They were led to that citadel, where their Pegasi were taken by young Dwarf men and women wearing livery with that same crest on it, and then uniformed pages guided them into the keep itself. They walked along a grand hallway lined with detailed sculptures of male and female Dwarves, all in plate armor, all holding the same ornate double-headed battle axe. These were statues of past Dains, he realized.
They were brought to an antechamber, where more servants politely demanded that they surrender their weaponry, servants who spoke to them in Penali. Everyone complied with the request, though a few weren’t exactly thrilled with that idea. After they were all disarmed, they were brought into a huge chamber which whose walls were lined with swords, axes, hammers, shields, and crests on large tapestries, and a few of them Tarrin recognized…they were the family crests of some of the Dwarven nobles from back home. The room was filled with Dwarves, all of them wearing either plate armor or mail shirts and all unarmed, but none of them could block Tarrin’s view of the back of the room, which held a dais and a large stone throne chiseled from the dais itself, upon which sat a Dwarf male with coal black hair, and a thick beard tied into two tails under his chin. He wore a mail shirt instead of plate armor, with black leggings underneath them, and a large battle axe was hanging by a loop on a peg on the side of the throne’s back.
These were, without any doubt whatsoever, the descendants of the Dwarves of Sennadar.
The Dwarves in the room stared at them all with unabashed curiosity and suspicion. Tarrin wasn’t the only one to receive such stares, either. Ariana and Anayi were scrutinized, as were all the Vendari and the Selani as they filed into the back of the room, awaiting a formal announcement of their presence. Miranda seemed to attract an inordinate amount of attention, as did his mate and Kimmie, but the humans among them, Lorak, and Haley did not, nor did Camara and Koran Tal, who, despite their height and odd copper coloring, were still humans. Not only were these visitors not Dwarves, but they were alien races that none of the Dura had ever seen before, and they were the absolute focus of all attention in the room.
A chamberlain rapped a stone staff on the floor sharply. “By the will of the Dain, I present emissaries of the Shadows to bring information of the southlands,” the chamberlain boomed in a deep voice, speaking in flawless Penali. “Lord Tarrin, leader of the complement of Shadows, asks audience with Dain Darax o’ the Dura!”
“Step forward,” the Dain called in Penali, in a surprisingly young voice.
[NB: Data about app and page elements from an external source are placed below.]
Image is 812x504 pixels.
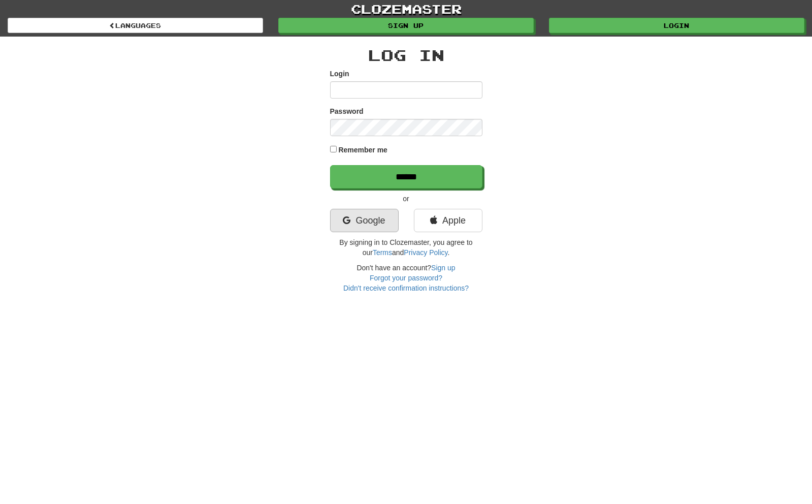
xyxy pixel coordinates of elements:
[370,274,442,282] a: Forgot your password?
[330,237,482,257] p: By signing in to Clozemaster, you agree to our and .
[338,144,387,155] label: Remember me
[330,262,482,293] div: Don't have an account?
[330,209,399,232] a: Google
[414,209,482,232] a: Apple
[8,18,263,33] a: Languages
[278,18,534,33] a: Sign up
[330,194,482,204] p: or
[549,18,804,33] a: Login
[372,248,392,257] a: Terms
[404,248,447,257] a: Privacy Policy
[330,69,350,79] label: Login
[330,46,482,64] h2: Log In
[330,106,364,117] label: Password
[431,264,455,272] a: Sign up
[343,284,469,292] a: Didn't receive confirmation instructions?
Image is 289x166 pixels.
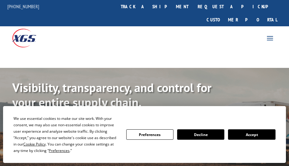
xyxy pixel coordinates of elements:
[202,13,281,26] a: Customer Portal
[12,80,211,110] b: Visibility, transparency, and control for your entire supply chain.
[228,129,275,140] button: Accept
[23,142,46,147] span: Cookie Policy
[126,129,173,140] button: Preferences
[49,148,69,153] span: Preferences
[177,129,224,140] button: Decline
[13,115,118,154] div: We use essential cookies to make our site work. With your consent, we may also use non-essential ...
[3,106,285,163] div: Cookie Consent Prompt
[7,3,39,9] a: [PHONE_NUMBER]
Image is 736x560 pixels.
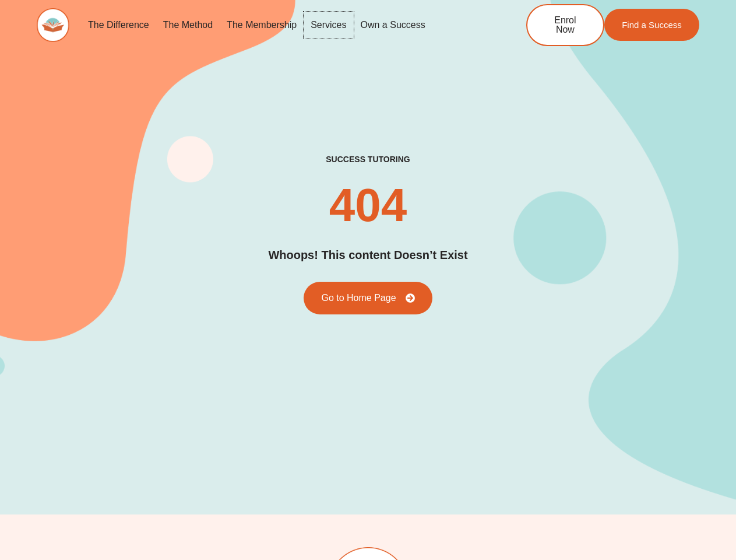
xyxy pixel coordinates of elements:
a: The Difference [81,12,156,39]
a: Own a Success [354,12,432,39]
span: Find a Success [622,20,682,29]
iframe: Chat Widget [542,428,736,560]
h2: Whoops! This content Doesn’t Exist [268,246,467,264]
a: Enrol Now [526,4,605,46]
a: The Membership [219,12,304,39]
a: Services [304,12,353,39]
nav: Menu [81,12,488,39]
a: Go to Home Page [304,282,432,315]
a: The Method [156,12,219,39]
h2: success tutoring [326,154,410,164]
h2: 404 [329,182,407,229]
span: Go to Home Page [321,293,396,303]
span: Enrol Now [545,16,586,35]
a: Find a Success [605,9,700,41]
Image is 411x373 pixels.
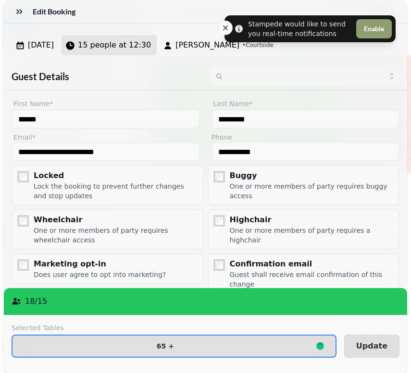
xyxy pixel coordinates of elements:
[242,41,273,49] span: • Courtside
[34,226,199,245] div: One or more members of party requires wheelchair access
[34,270,166,279] div: Does user agree to opt into marketing?
[34,170,199,182] div: Locked
[230,182,395,201] div: One or more members of party requires buggy access
[34,214,199,226] div: Wheelchair
[33,6,79,17] h3: Edit Booking
[211,98,400,109] label: Last Name*
[230,214,395,226] div: Highchair
[78,39,151,51] span: 15 people at 12:30
[12,133,200,142] label: Email*
[28,39,54,51] span: [DATE]
[230,258,395,270] div: Confirmation email
[12,335,336,358] button: 65 +
[344,335,399,358] button: Update
[12,98,200,109] label: First Name*
[175,39,239,51] span: [PERSON_NAME]
[12,70,202,83] h2: Guest Details
[25,296,47,307] p: 18 / 15
[230,226,395,245] div: One or more members of party requires a highchair
[230,270,395,289] div: Guest shall receive email confirmation of this change
[12,323,336,333] label: Selected Tables
[230,170,395,182] div: Buggy
[211,133,400,142] label: Phone
[34,258,166,270] div: Marketing opt-in
[34,182,199,201] div: Lock the booking to prevent further changes and stop updates
[356,342,387,350] span: Update
[157,343,174,350] p: 65 +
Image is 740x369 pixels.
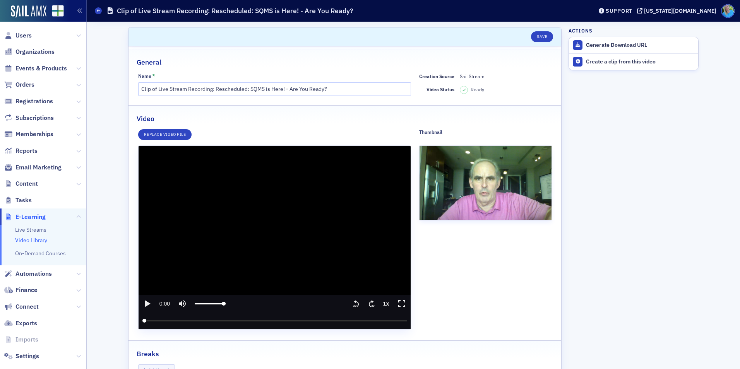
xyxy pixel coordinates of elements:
[644,7,717,14] div: [US_STATE][DOMAIN_NAME]
[4,64,67,73] a: Events & Products
[569,27,593,34] h4: Actions
[427,86,455,93] span: Video status
[139,312,411,330] media-time-range: Progress
[4,114,54,122] a: Subscriptions
[569,53,699,70] button: Create a clip from this video
[379,295,393,312] media-playback-rate-button: current playback rate 1
[4,196,32,205] a: Tasks
[4,213,46,221] a: E-Learning
[15,227,46,233] a: Live Streams
[137,114,155,124] h2: Video
[117,6,354,15] h1: Clip of Live Stream Recording: Rescheduled: SQMS is Here! - Are You Ready?
[393,295,411,312] media-fullscreen-button: enter fullscreen mode
[15,270,52,278] span: Automations
[138,73,151,79] div: Name
[4,270,52,278] a: Automations
[349,295,364,312] media-seek-backward-button: seek back 30 seconds
[15,250,66,257] a: On-Demand Courses
[15,31,32,40] span: Users
[4,180,38,188] a: Content
[15,303,39,311] span: Connect
[15,319,37,328] span: Exports
[4,81,34,89] a: Orders
[569,37,699,53] button: Generate Download URL
[15,130,53,139] span: Memberships
[721,4,735,18] span: Profile
[15,163,62,172] span: Email Marketing
[586,58,695,65] div: Create a clip from this video
[137,349,159,359] h2: Breaks
[460,83,552,97] dd: Ready
[15,64,67,73] span: Events & Products
[4,97,53,106] a: Registrations
[364,295,379,312] media-seek-forward-button: seek forward 30 seconds
[531,31,553,42] button: Save
[4,48,55,56] a: Organizations
[4,336,38,344] a: Imports
[4,147,38,155] a: Reports
[15,147,38,155] span: Reports
[15,352,39,361] span: Settings
[4,286,38,295] a: Finance
[460,73,485,79] span: Sail Stream
[4,31,32,40] a: Users
[637,8,719,14] button: [US_STATE][DOMAIN_NAME]
[138,129,192,140] button: Replace video file
[4,130,53,139] a: Memberships
[191,295,230,312] media-volume-range: Volume
[15,237,47,244] a: Video Library
[137,57,161,67] h2: General
[15,336,38,344] span: Imports
[152,73,155,80] abbr: This field is required
[4,163,62,172] a: Email Marketing
[139,295,156,312] media-play-button: play
[174,295,191,312] media-mute-button: mute
[419,129,443,135] div: Thumbnail
[15,114,54,122] span: Subscriptions
[139,146,411,330] media-controller: video player
[11,5,46,18] img: SailAMX
[15,196,32,205] span: Tasks
[15,180,38,188] span: Content
[15,97,53,106] span: Registrations
[15,213,46,221] span: E-Learning
[4,319,37,328] a: Exports
[156,295,174,312] media-current-time-display: Time
[586,42,695,49] div: Generate Download URL
[15,48,55,56] span: Organizations
[15,286,38,295] span: Finance
[419,73,455,79] span: Creation Source
[4,352,39,361] a: Settings
[52,5,64,17] img: SailAMX
[4,303,39,311] a: Connect
[46,5,64,18] a: View Homepage
[15,81,34,89] span: Orders
[606,7,633,14] div: Support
This Dain wasn’t long on his throne, that was for sure.
Tarrin immediately stepped forward, as did Lorak. They walked towards the dais, and when they got within about ten spans of it, at the edge of the Dwarves, who all stared at Tarrin in awe, they stopped. Lorak bowed.
Tarrin did not.
Tarrin’s eyes were locked on this young Dwarf who was the leader of his people, studying him with eyes that could see more than just what was on the outside. He was young, but he was also wise and cautious. He had the spirit of a true leader, and would not rush to judgement. This was a leader that Tarrin felt would listen. He may not act in the way that Tarrin would prefer, but he would listen to what he had to say, he would give his words weight and ponder them. That would be enough, at least for now.
Just as Dwarven voices began to mutter in accusing tones at Tarrin’s lack of respect, the Were-cat bent at the waist and put a fist over his heart, then bowed to the Dain ever so slightly.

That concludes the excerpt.